His grandfather, the Rev. Matthew Towgood, was one of the venerable two thousand who witnessed a good confession on St. Bartholomew's-day, 1662.
His descendant thus concludes a brief memoir of him inserted in Palmer's Nonconformist's Memorial,—‘I esteem it a greater honour to descend from one of these noble confessors than to have had a coronet or garter in the line of my ancestry.
I look forward with joy to the approaching happy day, when that glorious list of heroes will shine with distinguished honours, and mount up to thrones of power, while their titled and enribboned persecutors will sink into shame, and be glad to hide their faces in the deepest obscurity.’

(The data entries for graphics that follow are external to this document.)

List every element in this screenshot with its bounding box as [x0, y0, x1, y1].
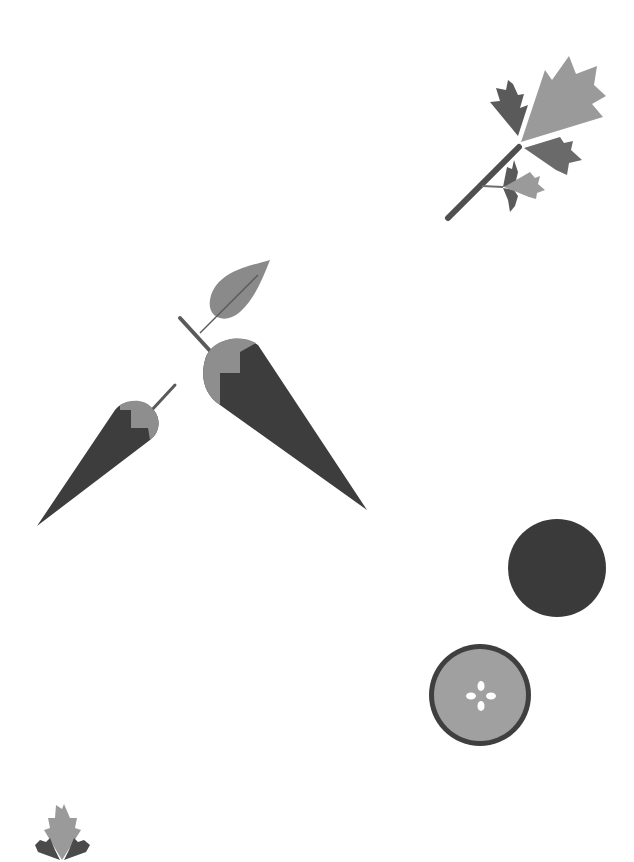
carrot-small: [37, 385, 175, 526]
carrot-leaf: [180, 260, 270, 353]
illustration-svg: [0, 0, 634, 862]
carrot-slice-dark: [508, 519, 606, 617]
carrot-large: [203, 338, 367, 510]
illustration-canvas: [0, 0, 634, 862]
carrot-slice-cross-section: [429, 644, 531, 746]
parsley-sprig-small: [35, 804, 90, 860]
parsley-sprig-large: [448, 56, 606, 218]
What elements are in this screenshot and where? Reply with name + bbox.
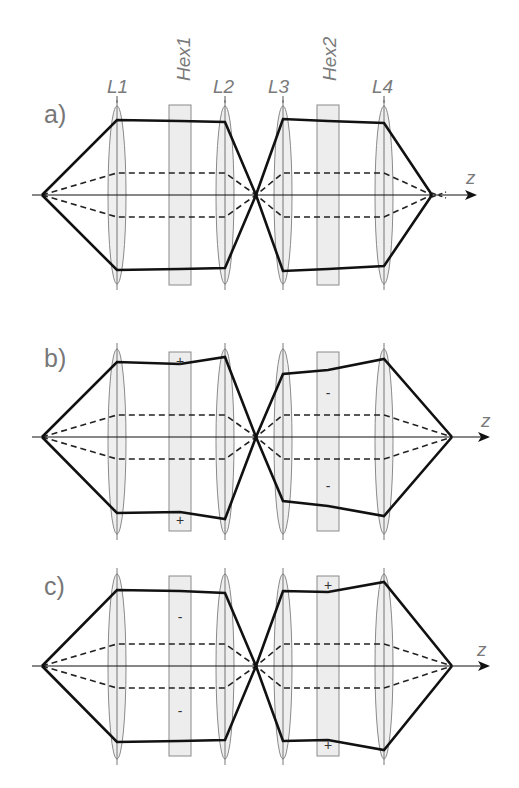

After having gone through the usual preparatory studies in the academy at Taunton, under the direction of the Rev. Messrs. James and Grove, to whom the dissenters of that day, in the West of England especially, were indebted for many of their most eminent and distinguished ministers, he was invited, in 1722, to settle with a congregation at Moreton-Hampstead, in the county of Devon.
In early life his habit appeared consumptive, and his friends anticipated that his mortal course would be but of short duration: but by a strict attention to diet and exercise, and the uniform regularity of his life, he so far strengthened his constitution as to be preserved in the enjoyment of health, and the means of usefulness, to a very advanced age.